Is being selfless good?

A selfless person is someone who cares for other people’s needs and desires more than for her own needs and desires.

When bringing up and socialising children our society encourages selflessness. Selflessness is told to be a virtue. And so because we are told that this is something good, something to strive towards, something to be and do, we may miss a problem here.

The problem

A selfless person is a person without the Self, meaning their true identity. To be selfless is to abandon yourself (your true identity), your needs, your feelings, your thoughts, your preferences, your wants, your interests, your will and instead to focus your time and energy (your whole life) on serving someone else’s needs, preferences, wants, interests and so on.

I’m not talking here about emergency and crisis situations, where a person may choose to sacrifice themselves or something of themselves to help or save somebody. I’m talking here about being selfless day in, day out, all of your life as a way of living. Sacrificing yourself everyday for the sake of someone else’s wellbeing and comfort.

This is not being selfless in a sense of altruistic. It is selfless in a sense I give up myself. I’m without my Self so that I can serve the Self that belongs to someone else.

The person is without the Self because she gave up her Self in order to get external validation, validation from her parents. And this is how it starts.

The origin

It all starts in childhood in dysfunctional families where parents do not see an individual in their child. Instead, they see their child as part of themselves and the family system. Often the child’s reality is denied to her by her parents when she is told not to feel what she feels, not to want what she wants, not to need what she needs simply because it is not convenient for the parent.

It all starts with lack of love where the natural order of things is reversed.

The natural order is for parents to raise their children as healthy, independent and resilient individuals. The child becomes an individual through safety and nourishment as the result of a parent’s love for their child. The child’s physical and psychological safety are the foundation for her to develop a healthy sense of self. This safety should be provided by parents through unconditional love, acceptance, encouragement, nourishment, establishing healthy boundaries and limitations.

This should be provided by default. When it does not happen, the child feels she is on her own. She feels she has to earn her own safety and nourishment by adapting to the hostile conditions that parents themselves create for her through non-acceptance, control and violence.

Parents know their child is helpless without them so they feel they have power and control over her which they abuse. It is evident in the conditional treatment of the child. “I will love you when you behave.” “I will love you when you do what I want and need.”

In this situation there cannot be two individuals: parent and child. The child’s individuality and reality are obliterated by the parent who says they are wrong which means they are inconvenient to the parent. The parent makes the child give up her identity for the parent’s “love” and approval.

The parent asks the child to get rid of her Self, to forget her Self, to abandon and erase her Self. The parent makes the child selfless to make her easy and convenient.

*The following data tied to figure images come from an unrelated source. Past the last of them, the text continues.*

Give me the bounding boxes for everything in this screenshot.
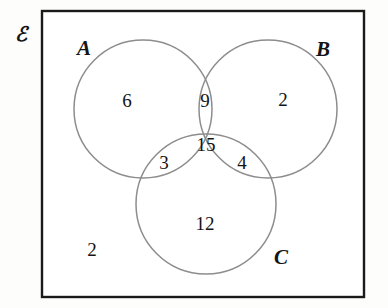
set-label-a: A — [77, 38, 91, 59]
universal-set-symbol: ℰ — [15, 24, 27, 44]
region-count-a-and-c: 3 — [159, 153, 169, 172]
set-label-b: B — [316, 39, 330, 60]
region-count-c-only: 12 — [196, 214, 215, 233]
region-count-b-and-c: 4 — [237, 153, 247, 172]
region-count-b-only: 2 — [278, 90, 288, 109]
region-count-a-b-c: 15 — [197, 135, 216, 154]
region-count-a-only: 6 — [122, 91, 132, 110]
set-label-c: C — [274, 247, 288, 268]
venn-diagram-canvas: ℰ A B C 6 9 2 15 3 4 12 2 — [0, 0, 388, 308]
region-count-outside: 2 — [87, 240, 97, 259]
region-count-a-and-b: 9 — [200, 91, 210, 110]
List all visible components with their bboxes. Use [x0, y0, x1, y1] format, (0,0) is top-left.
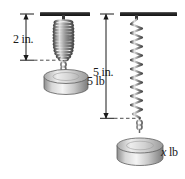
figure-canvas: [0, 0, 185, 179]
right-dimension-label: 5 in.: [93, 65, 113, 80]
left-cylindrical-weight: [44, 70, 88, 95]
left-compressed-coil-spring: [54, 20, 74, 61]
right-spring-mass-system: [100, 12, 177, 166]
right-cylindrical-weight: [117, 138, 163, 166]
spring-mass-figure: 2 in. 5 lb 5 in. x lb: [0, 0, 185, 179]
left-spring-mass-system: [20, 12, 90, 95]
right-ceiling-bracket: [120, 12, 177, 20]
right-weight-label: x lb: [161, 145, 178, 160]
right-eye-hook-connector: [137, 118, 142, 134]
left-dimension-label: 2 in.: [13, 32, 33, 47]
right-weight-unit: lb: [166, 145, 178, 159]
right-stretched-coil-spring: [131, 20, 142, 119]
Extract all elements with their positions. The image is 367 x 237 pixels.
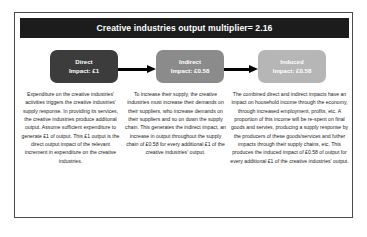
flow-box-induced-line2: Impact: £0.58 — [273, 67, 312, 76]
diagram-header-bar: Creative industries output multiplier= 2… — [20, 18, 349, 38]
flow-box-induced: Induced Impact: £0.58 — [258, 50, 326, 83]
flow-box-direct-line1: Direct — [75, 58, 92, 67]
arrow-head — [147, 65, 156, 73]
flow-box-direct: Direct Impact: £1 — [50, 50, 118, 83]
flow-box-direct-line2: Impact: £1 — [69, 67, 99, 76]
explanation-columns: Expenditure on the creative industries' … — [20, 90, 349, 212]
arrow-shaft — [118, 68, 147, 70]
flow-box-indirect-line1: Indirect — [179, 58, 201, 67]
flow-box-induced-line1: Induced — [280, 58, 303, 67]
diagram-title: Creative industries output multiplier= 2… — [97, 23, 273, 33]
explanation-text-indirect: To increase their supply, the creative i… — [125, 90, 226, 212]
flow-box-indirect-line2: Impact: £0.58 — [171, 67, 210, 76]
flow-box-indirect: Indirect Impact: £0.58 — [156, 50, 224, 83]
explanation-text-induced: The combined direct and indirect impacts… — [230, 90, 349, 212]
explanation-text-direct: Expenditure on the creative industries' … — [20, 90, 121, 212]
multiplier-diagram: Creative industries output multiplier= 2… — [14, 12, 353, 218]
impact-flow-row: Direct Impact: £1 Indirect Impact: £0.58… — [20, 46, 349, 88]
arrow-indirect-to-induced-icon — [224, 65, 258, 74]
arrow-direct-to-indirect-icon — [118, 65, 156, 74]
arrow-head — [249, 65, 258, 73]
arrow-shaft — [224, 68, 249, 70]
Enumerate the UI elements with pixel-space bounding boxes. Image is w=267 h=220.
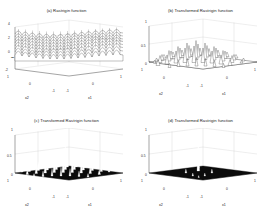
subplot-c-x2tick-0: -1: [52, 195, 55, 199]
subplot-d-x2tick-2: 1: [141, 179, 143, 183]
subplot-a-ytick-2: 2: [8, 36, 10, 40]
subplot-b-xtick-0: -1: [200, 84, 203, 88]
subplot-d-ytick-2: 1: [145, 128, 147, 132]
subplot-a-x2tick-1: 0: [29, 82, 31, 86]
subplot-b-xtick-1: 0: [226, 76, 228, 80]
subplot-a-ytick-0: -2: [5, 68, 8, 72]
subplot-a-xlabel: x1: [88, 96, 92, 100]
subplot-d-svg: [142, 128, 262, 212]
subplot-d: (d) Transformed Rastrigin function exp(-…: [134, 110, 267, 220]
subplot-c-plot: [8, 128, 128, 212]
subplot-a-ytick-1: 0: [8, 50, 10, 54]
subplot-a-ytick-3: 4: [8, 22, 10, 26]
subplot-b-x2tick-0: -1: [186, 84, 189, 88]
subplot-c-ytick-1: 0.5: [7, 154, 12, 158]
subplot-b-x2tick-2: 1: [141, 68, 143, 72]
subplot-d-ytick-1: 0.5: [141, 154, 146, 158]
subplot-b-x2label: x2: [159, 92, 163, 96]
subplot-c-x2label: x2: [25, 203, 29, 207]
subplot-a-xtick-2: 1: [120, 75, 122, 79]
subplot-a: (a) Rastrigin function f: [0, 0, 133, 110]
subplot-d-plot: [142, 128, 262, 212]
subplot-b-xtick-2: 1: [254, 68, 256, 72]
subplot-a-title: (a) Rastrigin function: [0, 8, 133, 13]
base-plane-d: [149, 166, 257, 180]
subplot-d-xlabel: x1: [222, 203, 226, 207]
subplot-c-svg: [8, 128, 128, 212]
subplot-a-xtick-0: -1: [66, 89, 69, 93]
subplot-d-x2tick-0: -1: [186, 195, 189, 199]
subplot-b-xlabel: x1: [222, 92, 226, 96]
subplot-b-ytick-2: 1: [145, 20, 147, 24]
subplot-c-x2tick-2: 1: [7, 179, 9, 183]
subplot-d-xtick-1: 0: [226, 187, 228, 191]
subplot-d-xtick-2: 1: [254, 179, 256, 183]
subplot-d-title: (d) Transformed Rastrigin function: [134, 118, 267, 123]
subplot-d-x2tick-1: 0: [163, 187, 165, 191]
subplot-b-svg: [142, 18, 262, 102]
subplot-b-ytick-0: 0: [145, 62, 147, 66]
subplot-c-xlabel: x1: [88, 203, 92, 207]
subplot-d-xtick-0: -1: [200, 195, 203, 199]
subplot-b-ytick-1: 0.5: [141, 44, 146, 48]
subplot-c-xtick-1: 0: [92, 187, 94, 191]
subplot-c: (c) Transformed Rastrigin function exp(-…: [0, 110, 133, 220]
figure-rastrigin-transforms: (a) Rastrigin function f: [0, 0, 267, 220]
subplot-d-ytick-0: 0: [145, 173, 147, 177]
subplot-b-title: (b) Transformed Rastrigin function: [134, 8, 267, 13]
subplot-a-x2label: x2: [25, 96, 29, 100]
subplot-b-x2tick-1: 0: [163, 76, 165, 80]
subplot-b-plot: [142, 18, 262, 102]
subplot-d-x2label: x2: [159, 203, 163, 207]
subplot-a-x2tick-0: -1: [52, 89, 55, 93]
subplot-b: (b) Transformed Rastrigin function exp(-…: [134, 0, 267, 110]
subplot-c-xtick-2: 1: [120, 179, 122, 183]
subplot-c-ytick-0: 0: [11, 173, 13, 177]
subplot-c-x2tick-1: 0: [29, 187, 31, 191]
subplot-a-xtick-1: 0: [92, 82, 94, 86]
subplot-c-ytick-2: 1: [11, 128, 13, 132]
subplot-c-title: (c) Transformed Rastrigin function: [0, 118, 133, 123]
subplot-a-x2tick-2: 1: [7, 75, 9, 79]
subplot-c-xtick-0: -1: [66, 195, 69, 199]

The parent forces the child to become selfless. The parent teaches the child: “If you are selfless, without your identity, without everything that makes you who you are, I will approve of you, accept you and “love” you.” Of course, we need to understand that this is not love. Love is unconditional, to love someone is to love who they are in their totality. I talk about this in my post Earn My Love. How A Narcissist Loves.

This is how selflessness develops. It starts in dysfunctional families where parents make their children convenient and easy for themselves.

On the contrary, an individual is someone who cannot be convenient as they are not easy to control and manipulate. An individual is someone who

  • is separate;
  • is independent;
  • has a strong sense of self and
  • therefore boundaries;
  • knows herself;
  • is connected to her needs, desires, preferences;
  • has got free will;
  • has got strong will;
  • has freedom of choice.

Conclusion

And so no, I don’t think being selfless is good. It robs a person of her humanity, of her right to be herself and live her life for herself based on her unique preferences and desires.

The tragedy for the selfless person is that she’s lost herself and may even never met herself. She has to live with a false identity that is made up of servitude to others. It’s a sacrifice and a waste of a human life and human potential. The person never really becomes truly who she is supposed to be. All she remains is just a human shell focused on pleasing others.